It would be difficult to make a bigger mess of the handling of office space at City Hall for Rep. Dan Bishop than what has occurred, and there is plenty of blame to spread around, from the beginning to what we expect will be the end Monday night — at least for the city.

We must wait to see if Bishop, the newly elected Republican representative, will just shrug his shoulders and say nevermind to a City Hall location. Despite what at least one city councilman believes, the congressman having an office centralized in Robeson would benefit a county that needs every edge it can get.

First, Mayor Bruce Davis and some City Council members jumped the gun, apparently privately hatching a deal with Bishop’s office for a single dollar a year for office space at City Hall. Davis, in mounting a defense, said that was the same deal the city gave Rep. Robert Pittenger, and he apparently thought he was in bounds.

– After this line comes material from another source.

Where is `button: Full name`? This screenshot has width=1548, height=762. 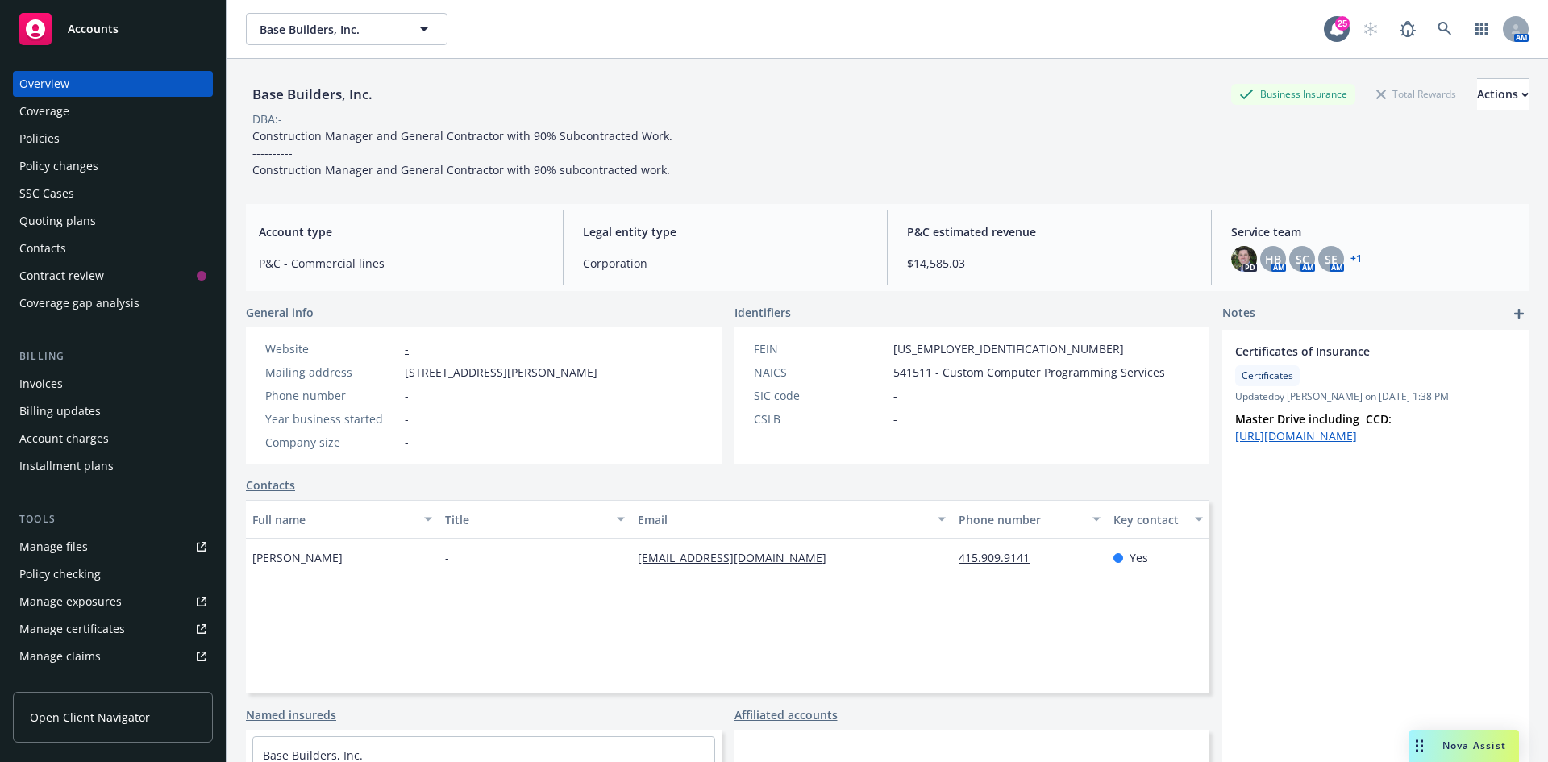
button: Full name is located at coordinates (342, 519).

But other city council members likely found out about the deal from reading this newspaper, an article that included a picture that, shall we say, lacked diversity. Not a good look.

So Councilman John Cantey and Councilman Chris Howard lashed out on Wednesday during the council’s policy meeting, asking why they and others had been excluded from the process. The matter was tabled until Monday night, when the council, in a 6 to 2 vote, came up with a compromise, which was to offer Bishop office space for $457 a month.

It’s an odd number that was settled upon but the path to it makes sense. The city would charge Bishop the same per-foot rate that the city charged Mike McIntyre, the homegrown Democratic U.S. representative who paid $800 a month for City Hall, but enjoyed more space than Bishop would have.

But between Wednesday and Monday this newspaper spoke with the most vocal critic of the $1-a-year offer, Cantey, and instead of limiting his criticism to the process, he felt a need to take cheap shots at Bishop.

Cantey, who worked to elect Democrat Dan McCready, just couldn’t contain himself, offering that Bishop would begin campaigning for re-election soon, intimating there would be no time for helping residents of this county, is a first-term representative without any power, and wouldn’t be able to deliver.

Cantey’s words: “When he gets up there, his office in D.C. is going to be in the basement with no windows. He’ll have no clout.”

Cantey’s was a gratuitous shot, one that has absolutely no upside, and could be detrimental to the community. Remember, Cantey is a locally elected official who has been on a constant whine since Hurricane Matthew about the tediously slow drip of relief dollars into this county — the kind of thing that a U.S. congressman can help with.

What Cantey fails to understand is that while Bishop will be in the minority in the House, that doesn’t hamstring his ability to deliver constituent services, including such things as nominations for service academies, help with passport problems, providing assistance to veterans, and that list is only getting started. It is worth noting that Bishop was a state senator until a couple of weeks ago, and remains well-connected with the party in power in Raleigh.

We hope Bishop is above politics, but he is a Republican, and elephants are notorious for having long memories, so we will just have to see. We know Bishop’s chief of staff, Peter Barnes, attended the City Hall meeting on Monday — and probably didn’t like what he saw.

So we will just have to see how it unfolds, but our guess is there are plenty of empty offices around Robeson County, and perhaps someone will come up with a better deal, maybe office space for free. At least one county commissioner told this newspaper he will see if the county can provide free office space at the BB&T building when it moves its administrative offices there.

Should that happen, the city will owe the county a debt for cleaning up its mess.